The reason is that c.b is initialized with a reference to a temporary object of class B that is constructed from a temporary A. After the constructor c.C() exits, the temporary B is gone but the reference to it remains in c.b.

What good practices can I employ to avoid this situation, given that I don't control the implementation of B or A? Are there static analyzers that are able to detect this condition? (My version of scan-build did not find the problem.)

Related: Detect dangling references to temporary

2

There are 2 answers

3
rodrigo On BEST ANSWER

I personally don't like having member variables as references. They cannot be copied or moved, and the user of the class must ensure that the object outlives the reference itself. An exception might be an internal auxiliary class designed to be used as temporary only objects, such as functors.
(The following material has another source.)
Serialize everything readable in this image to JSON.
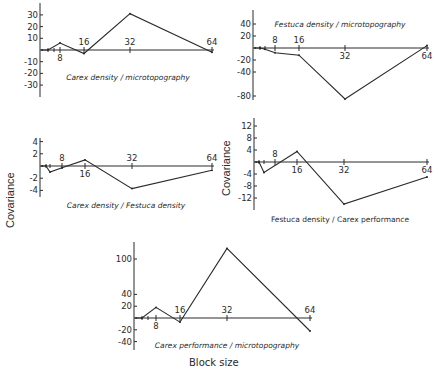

Replacing the reference with a pointer should be straightforward, and then if you also use a pointer in the constructor:

class C {
public:
  C(const A *a_) : a(a_) {}
private:
  const A *a;
};

...and so on. If the class is very big and you feel lazy and don't want to change the member, you can just change the constructor:

class C {
public:
  C(const A *a_) : a(*a_) {}
private:
  const A &a;
};

In order to misuse this class, as the OP says, you'll have to write something like:

C c = C(&A());

And then the error should be obvious: taking a pointer to a temporary is a very bad idea!

PS: I would add an explicit to your constructor, just to avoid it from participating in automatic conversions, which, I think, are part of your problem.

1
Bathsheba On

I would derive separate classes from B and C (possibly even using a template class).

These classes would contain a non-reference member which becomes the thing that a and b refer to.

I'd then implement the necessary copy constructors / assignment operators in these derived classes to prevent dangling references.

(Then I'd have a robust conversation with the author of B and C).